Neville Bruchhauser in New Guinea in 1936.
The aircraft is Waco 10T VH-ULV

Photo: Neville Bruchhauser via Jim McKnight (LS008)

 

Neville lived at Camden with his family. His father had a small property on the outskirts of Camden where he grew fruit. Neville's father bought him a Gipsy Moth (VH-UMS on 12 October 1933) for his first aeroplane . Neville wanted to have a commercial pilots licence but to fly commercial you needed a minimum of 100hrs flying time. To take non- paying passengers it was 25 hrs and paying passengers 50 hrs. In the meantime, he flew to small towns to take joy flights, thereby accumulating the hours he needed for his commercial licence and to make the money to pay back his father for the aeroplane. (The writer accompanied him on these trips to sell the joy flight tickets).

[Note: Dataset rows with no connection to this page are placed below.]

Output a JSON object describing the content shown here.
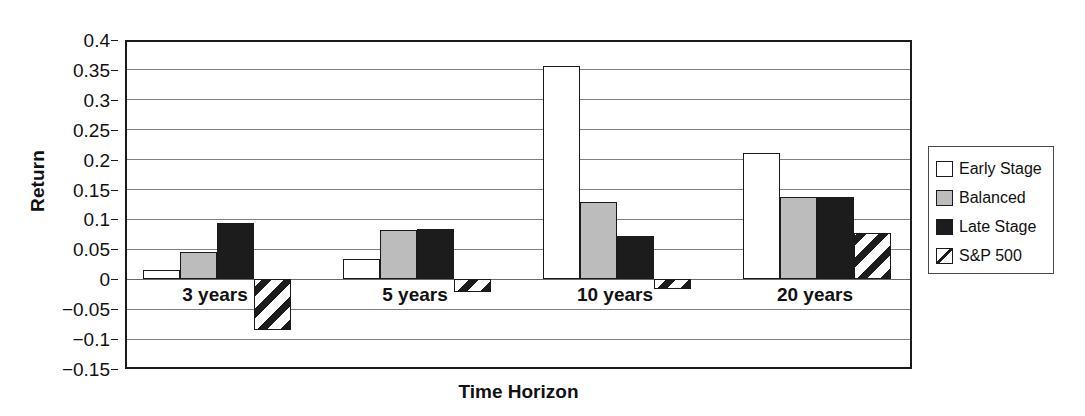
{
  "chart_data": {
    "type": "bar",
    "title": "",
    "xlabel": "Time Horizon",
    "ylabel": "Return",
    "categories": [
      "3 years",
      "5 years",
      "10 years",
      "20 years"
    ],
    "ylim": [
      -0.15,
      0.4
    ],
    "ytick_values": [
      0.4,
      0.35,
      0.3,
      0.25,
      0.2,
      0.15,
      0.1,
      0.05,
      0,
      -0.05,
      -0.1,
      -0.15
    ],
    "ytick_labels": [
      "0.4",
      "0.35",
      "0.3",
      "0.25",
      "0.2",
      "0.15",
      "0.1",
      "0.05",
      "0",
      "−0.05",
      "−0.1",
      "−0.15"
    ],
    "grid": true,
    "legend_position": "right",
    "series": [
      {
        "name": "Early Stage",
        "key": "early",
        "color": "#ffffff",
        "pattern": "solid",
        "values": [
          0.015,
          0.033,
          0.355,
          0.21
        ]
      },
      {
        "name": "Balanced",
        "key": "balanced",
        "color": "#bcbcbc",
        "pattern": "solid",
        "values": [
          0.044,
          0.081,
          0.128,
          0.137
        ]
      },
      {
        "name": "Late Stage",
        "key": "late",
        "color": "#1c1c1c",
        "pattern": "solid",
        "values": [
          0.094,
          0.083,
          0.071,
          0.137
        ]
      },
      {
        "name": "S&P 500",
        "key": "sp500",
        "color": "#ffffff",
        "pattern": "hatch",
        "values": [
          -0.085,
          -0.022,
          -0.017,
          0.077
        ]
      }
    ]
  },
  "legend": {
    "items": [
      {
        "label": "Early Stage",
        "swatch": "early"
      },
      {
        "label": "Balanced",
        "swatch": "balanced"
      },
      {
        "label": "Late Stage",
        "swatch": "late"
      },
      {
        "label": "S&P 500",
        "swatch": "sp500"
      }
    ]
  },
  "axes": {
    "y_title": "Return",
    "x_title": "Time Horizon"
  }
}
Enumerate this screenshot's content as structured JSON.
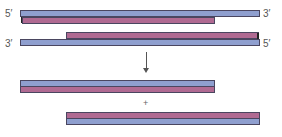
{
  "diagram": {
    "colors": {
      "strand_a": "#8f9fcf",
      "strand_b": "#b06a92",
      "outline": "#4a4660"
    },
    "top_duplex_1": {
      "left_label": "5′",
      "right_label": "3′",
      "upper_strand": "blue",
      "lower_strand": "pink"
    },
    "top_duplex_2": {
      "left_label": "3′",
      "right_label": "5′",
      "upper_strand": "pink",
      "lower_strand": "blue"
    },
    "arrow": "↓",
    "plus": "+",
    "product_1": {
      "upper_strand": "blue",
      "lower_strand": "pink"
    },
    "product_2": {
      "upper_strand": "pink",
      "lower_strand": "blue"
    }
  }
}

He gained his commercial licence through Adastra Airways at Mascot, operated at the time by Bunny Hammond and Captain Frank Follett. The first job when he gained his commercial licence was with Adastra flying the Bega mail run in a de Havilland Fox Moth. He went from there to fly for De Havilland doing aerial photography work. Then he went to work for Bunny Hammond who had left Adastra to work for Holden's Aerial Transport Services in New Guinea. He became qualified to fly multi-engine aircraft, including Ford Tri-Motors.

After leaving New Guinea, Neville came back to Australia and joined Adastra Airways. He flew the Dragonfly VH-AAD on photographic aerial surveys from Tamworth to Old Bar and up to Kempsey and Armidale during the war and the early post-war years. During one of his survey flights he helped in the search for the DC-3 VH-ANK "Lutana" which went missing on a flight from Brisbane to Sydney on 2 September 1948. After leaving Adastra he flew briefly for Trans Australia Airlines. He then went to Australian National Airways where he flew Viscounts until the advent of the Boeing 727. Neville decided not to fly jets and therefore retired from the company which, by then, had become Ansett-ANA. On his retirement, Neville Bruchhauser had over 30,000 flying hours. He lived in Sydney, North Shore area with his wife. He is now deceased.



Jim McKnight *
August 2005


* Jim McKnight was a good friend of Neville Bruchhauser. This biography came to us via Lorraine Staniland (nee Laidlaw) who is Jim McKnight's granddaughter.

 

Feedback from Don Johnston in July 2018:

J.N. Bruchhauser of "Elderslie", Camden, NSW was on a list of commercial pilots published on 30 June 1934. Subsequently he was a captain on DC-2s with Australian National Airways (ANA) and possibly with Airlines of Australia before that. He also flew DC-3s with ANA and retired from Ansett-ANA in 1967/68 as a captain on the Viscount.